The commentary on the Zell Miller "moment" last night as the Republican keynoter is all pretty uniformly negative. As a somewhat objective observer, I turn to Republican Andrew Sullivan, who has been a big supporter of Bush's war-mongering but who has cooled off on El Presidente considerably ever since the anti-gay initiations starting getting cranked up. Here's the Sullivan "take" on Zell:
"Zell Miller's address will, I think, go down as a critical moment in this campaign, and maybe in the history of the Republican party. I kept thinking of the contrast with the Democrats' keynote speaker, Barack Obama, a post-racial, smiling, expansive young American, speaking about national unity and uplift. Then you see Zell Miller, his face rigid with anger, his eyes blazing with years of frustration as his Dixiecrat vision became slowly eclipsed among the Democrats. Remember who this man is: once a proud supporter of racial segregation, a man who lambasted LBJ for selling his soul to the negroes.
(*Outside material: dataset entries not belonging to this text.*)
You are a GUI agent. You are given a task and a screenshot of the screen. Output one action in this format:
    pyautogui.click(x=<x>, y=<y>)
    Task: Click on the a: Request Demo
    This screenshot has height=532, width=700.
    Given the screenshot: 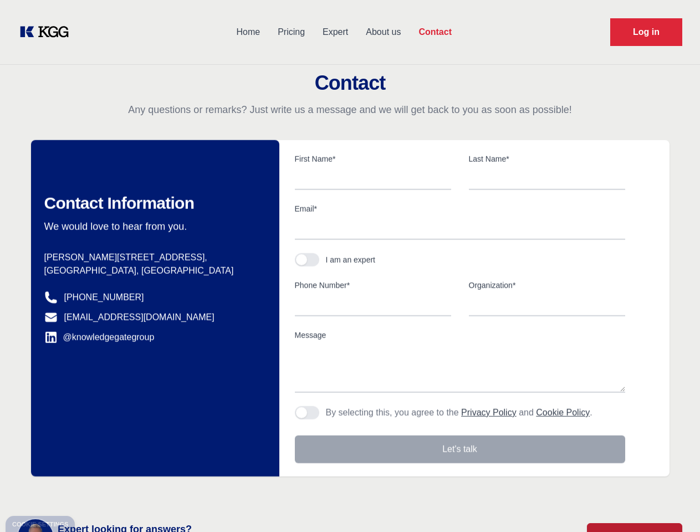 What is the action you would take?
    pyautogui.click(x=647, y=32)
    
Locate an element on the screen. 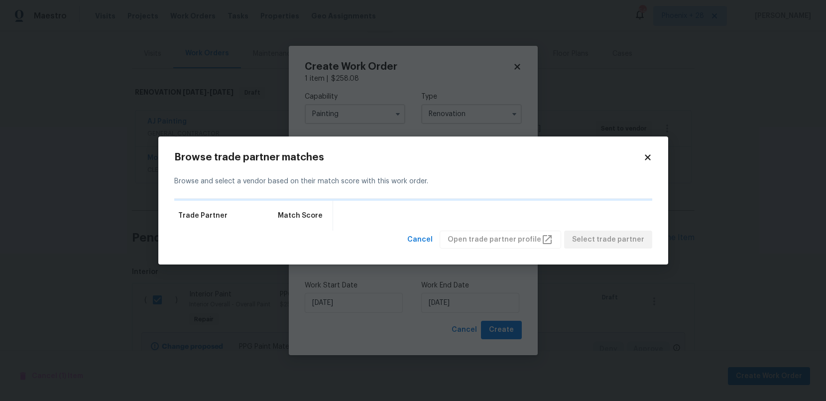 The width and height of the screenshot is (826, 401). span: Cancel is located at coordinates (420, 239).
His speech tonight was in this vein, a classic Dixiecrat speech, jammed with bald lies, straw men, and hateful rhetoric."
Apparently, it was just too hard to resist putting on this putative "Democrat" in Republican primetime, but someone in that camp has GOT to have enough sense to know that today the Zell performance has become THE emblem of not only this convention but also of their whole hard-right party.